CHAPEL HILL – In late June, doctors at UNC’s Center for Heart and Vascular care became the first in the state to treat patients with a high risk of stroke due to atrial fibrillation with a new, non-invasive procedure.

Atrial fibrillation, which affects between five to six million Americans, is a condition where the heart’s upper chambers quiver instead of beat, leading to blood clots which can then cause stroke. Dr. Paul Mounsey, director of cardiac electrophysiology at UNC, says atrial fibrillation is the most common identified cause of stroke in the United States.

“Typically, to prevent stroke, you use blood thinning medication, but a quarter of patients can’t take blood thinning medication because they’ve got a bleeding risk or a fall risk,” Mounsey says.

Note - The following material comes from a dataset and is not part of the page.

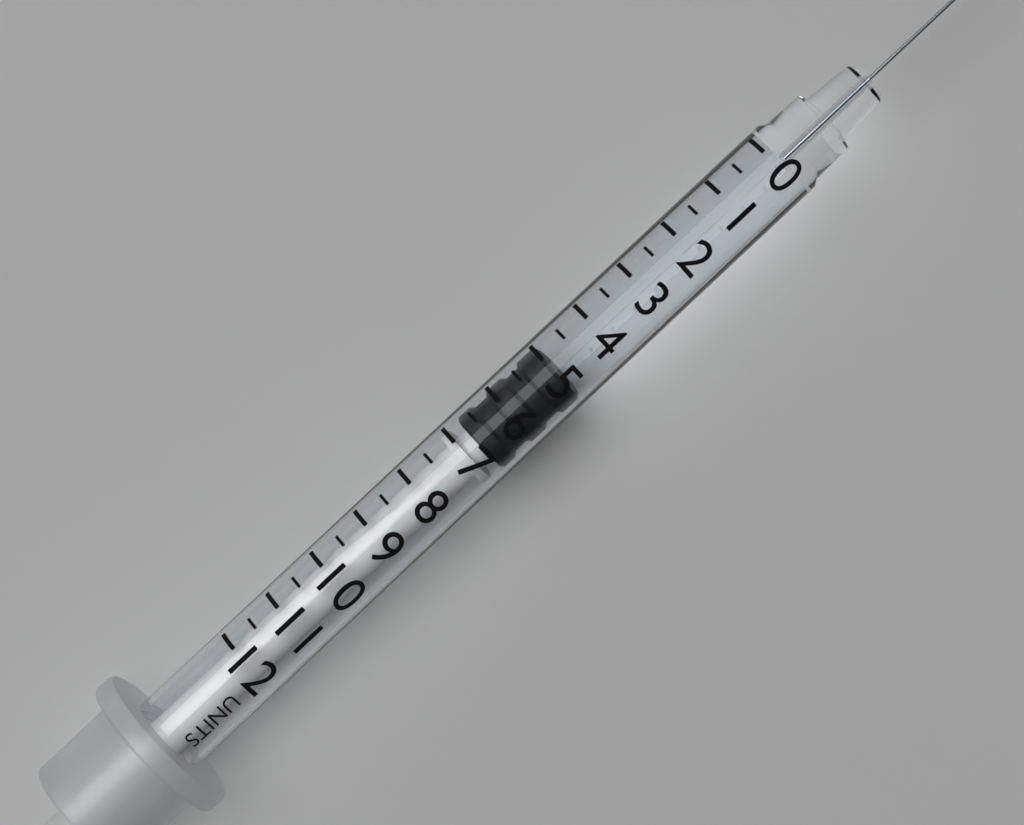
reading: 5.0 units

In an area of the heart known as the left atrial appendage, 90 percent of clots accumulate in patients with atrial fibrillation. Mounsey and another UNC doctor, Dr. Eugene Chung, closed off the appendage with a small lasso that was inserted through the vein.

By comparison, individuals who have atrial fibrillation are five times more likely to have a stroke if they have not had this procedure.

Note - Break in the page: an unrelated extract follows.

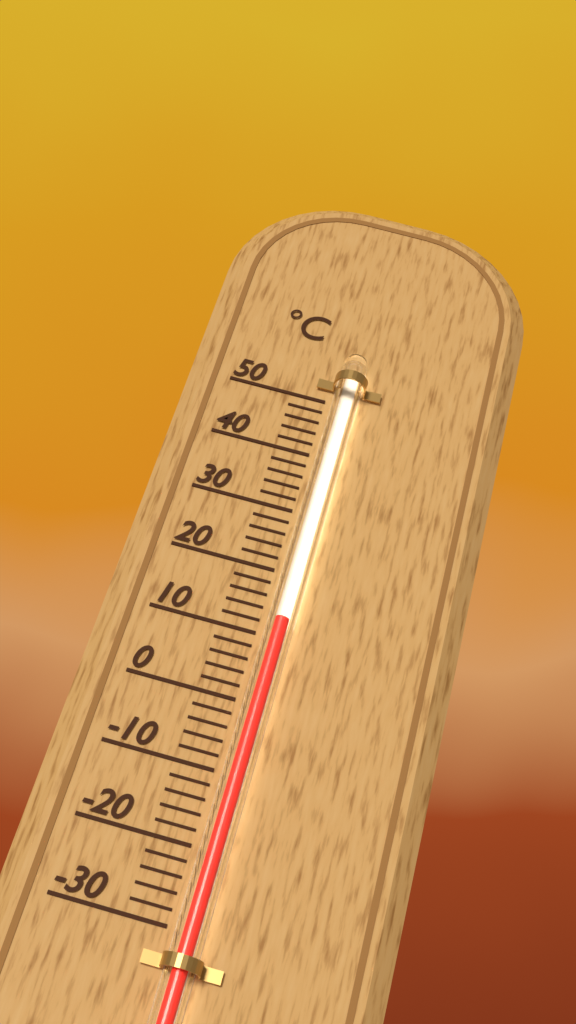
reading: 12 °C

“This is something that cardiac surgeons have been doing for probably 30 years, but through a fairly large incision through the chest wall, which is obviously painful and is much more of an operation,” Mounsey says.

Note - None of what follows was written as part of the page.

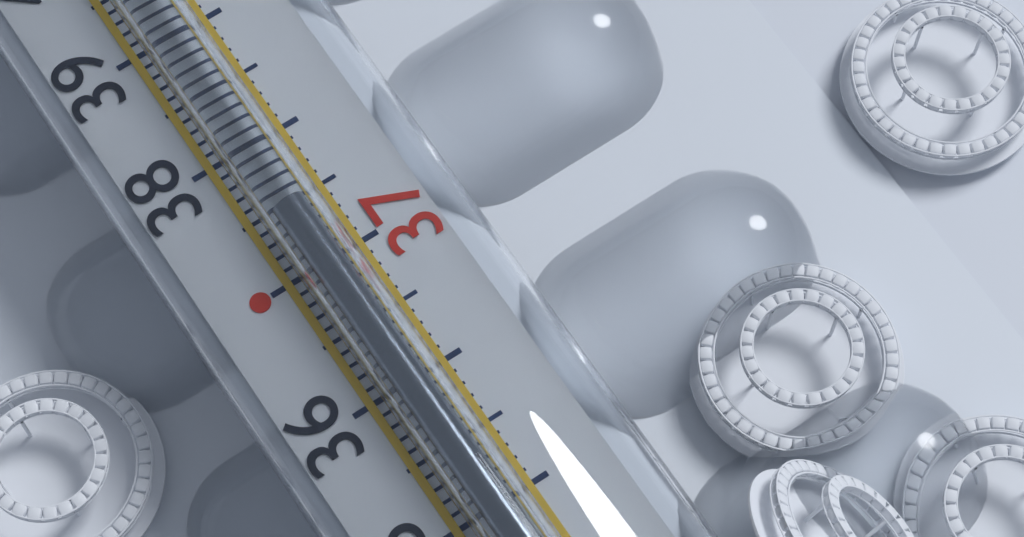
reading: 37.4 °C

The two patients treated by Mounsey and Chung returned home two days after the procedure, compared to the many days of hospitalization that Mounsey says can accompany the older method of closing off the left atrial appendage.

“You’re breathing with some of the breathing muscles damaged and that makes it quite an unpleasant recovery,” Mounsey says.

This same procedure is available in hospitals in Virginia and Georgia.